South Korea's largest technology companies have committed more than $550 billion to expand memory-chip production, in a coordinated push to relieve the worldwide shortage that the industry has nicknamed 'RAMageddon,' according to TechCrunch. The headline allocations include roughly $518 billion for four new memory fabrication plants in the country's southwestern Honam region, a $52 billion high-bandwidth-memory (HBM) packaging hub in the central region, and a further $356 billion earmarked for AI data centers through 2035 by SK, GS, Naver and others.
RAMageddon is the supply-side mirror of a story that has been building for months. As the world's three dominant memory makers -- Samsung, SK Hynix and Micron -- reallocated wafer capacity toward HBM, the premium stacked DRAM that sits beside Nvidia's AI accelerators, conventional DDR5 and LPDDR memory went scarce and prices surged. The shortage has already pushed device makers, including Apple, to raise prices and even, by some reports, to seek unconventional supply from blacklisted Chinese suppliers. Korea's answer is to build its way out.
The scale is staggering even by semiconductor standards. Samsung outlined a roughly $1.7 trillion (2,655 trillion won) decade-long plan, and SK Group a roughly $1.4 trillion (2,100 trillion won) medium-to-long-term roadmap. President Lee Jae-myung framed 2026 as the year South Korea must cement itself as an 'irreplaceable' industrial power, casting the government's role as enabling companies to invest 'without losses' -- industrial policy explicitly aimed at owning the AI memory layer.
“Samsung outlined a roughly $1.7 trillion (2,655 trillion won) decade-long plan, and SK Group a roughly $1.4 trillion (2,100 trillion won) medium-to-long-term roadmap.”

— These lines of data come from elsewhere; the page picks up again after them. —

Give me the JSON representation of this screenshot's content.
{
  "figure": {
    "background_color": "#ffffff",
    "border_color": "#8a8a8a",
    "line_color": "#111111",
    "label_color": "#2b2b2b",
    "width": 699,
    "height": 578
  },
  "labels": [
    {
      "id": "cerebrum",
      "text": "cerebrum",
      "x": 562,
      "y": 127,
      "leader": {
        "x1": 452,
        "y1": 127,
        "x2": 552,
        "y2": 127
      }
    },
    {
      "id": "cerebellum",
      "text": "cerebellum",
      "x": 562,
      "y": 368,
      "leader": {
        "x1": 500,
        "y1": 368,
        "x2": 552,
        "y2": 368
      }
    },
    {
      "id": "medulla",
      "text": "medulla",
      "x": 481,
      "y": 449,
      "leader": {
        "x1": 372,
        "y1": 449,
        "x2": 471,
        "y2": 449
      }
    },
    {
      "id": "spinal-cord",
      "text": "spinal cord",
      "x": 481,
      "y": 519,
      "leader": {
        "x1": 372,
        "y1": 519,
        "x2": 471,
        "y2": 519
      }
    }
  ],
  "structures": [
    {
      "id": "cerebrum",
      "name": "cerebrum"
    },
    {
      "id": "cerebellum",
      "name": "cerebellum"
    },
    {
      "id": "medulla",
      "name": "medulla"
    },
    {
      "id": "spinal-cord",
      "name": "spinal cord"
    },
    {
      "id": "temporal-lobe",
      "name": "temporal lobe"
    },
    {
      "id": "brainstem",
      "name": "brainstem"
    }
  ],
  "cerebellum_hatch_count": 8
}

The competitive and geopolitical implications are significant. Memory is one of the few segments where a handful of players control nearly all global supply, and concentrating yet more capacity in Korea deepens a strategic chokepoint at a moment when the US, China, Japan and the EU are all pouring subsidies into domestic chipmaking. It also raises the stakes for Micron and for China's CXMT, which is racing to scale conventional DRAM as Western buyers hunt for alternative sources.

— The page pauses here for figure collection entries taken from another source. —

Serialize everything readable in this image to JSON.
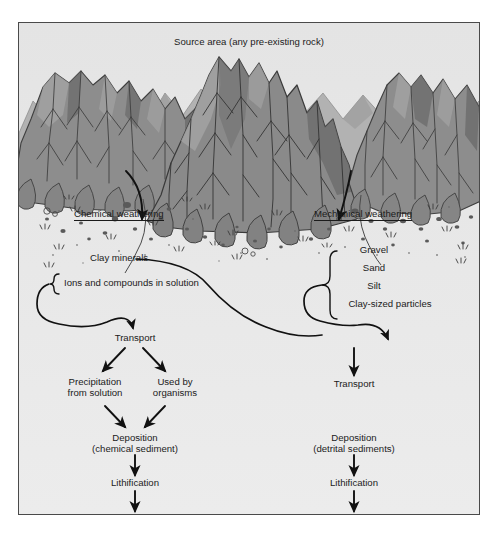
{
  "diagram": {
    "title": "Source area (any pre-existing rock)",
    "colors": {
      "frame_border": "#4a4a4a",
      "panel_background": "#e9e9e9",
      "mountain_light": "#9b9b9b",
      "mountain_mid": "#8a8a8a",
      "mountain_dark": "#6f6f6f",
      "mountain_far": "#adadad",
      "ink": "#1b1b1b",
      "page_background": "#ffffff"
    },
    "branches": {
      "chemical": {
        "heading": "Chemical weathering",
        "products": {
          "clay": "Clay minerals",
          "ions": "Ions and compounds in solution"
        },
        "transport": "Transport",
        "paths": [
          {
            "line1": "Precipitation",
            "line2": "from solution"
          },
          {
            "line1": "Used by",
            "line2": "organisms"
          }
        ],
        "deposition": {
          "line1": "Deposition",
          "line2": "(chemical sediment)"
        },
        "lithification": "Lithification",
        "result": {
          "line1": "Chemical sedimentary rock",
          "line2": "(e.g., limestone)"
        }
      },
      "mechanical": {
        "heading": "Mechanical weathering",
        "products": [
          "Gravel",
          "Sand",
          "Silt",
          "Clay-sized particles"
        ],
        "transport": "Transport",
        "deposition": {
          "line1": "Deposition",
          "line2": "(detrital sediments)"
        },
        "lithification": "Lithification",
        "result": {
          "line1": "Detrital sedimentary rocks",
          "line2": "(e.g., sandstone)"
        }
      }
    }
  }
}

The catch is timing. Fabs take years to design, build and qualify -- existing facilities in Yongin and Pyeongtaek are said to have already hit their limits -- so the new capacity will not meaningfully ease prices until 2027 and beyond. In the meantime, the memory squeeze remains a live tax on everyone building hardware, from hyperscalers to robotics and consumer-device startups, and a windfall for the incumbents enjoying near-doubled DRAM pricing.
The bear case is the memory industry's brutal cyclicality: massive coordinated capacity additions have historically arrived just in time to turn shortage into glut, crushing prices and margins. A half-trillion-dollar build-out predicated on AI demand staying vertical is a bet that the boom doesn't cool. What to watch: groundbreaking and qualification timelines for the new fabs, where DRAM and HBM contract prices settle into 2027, and whether other governments respond with memory-specific subsidies of their own.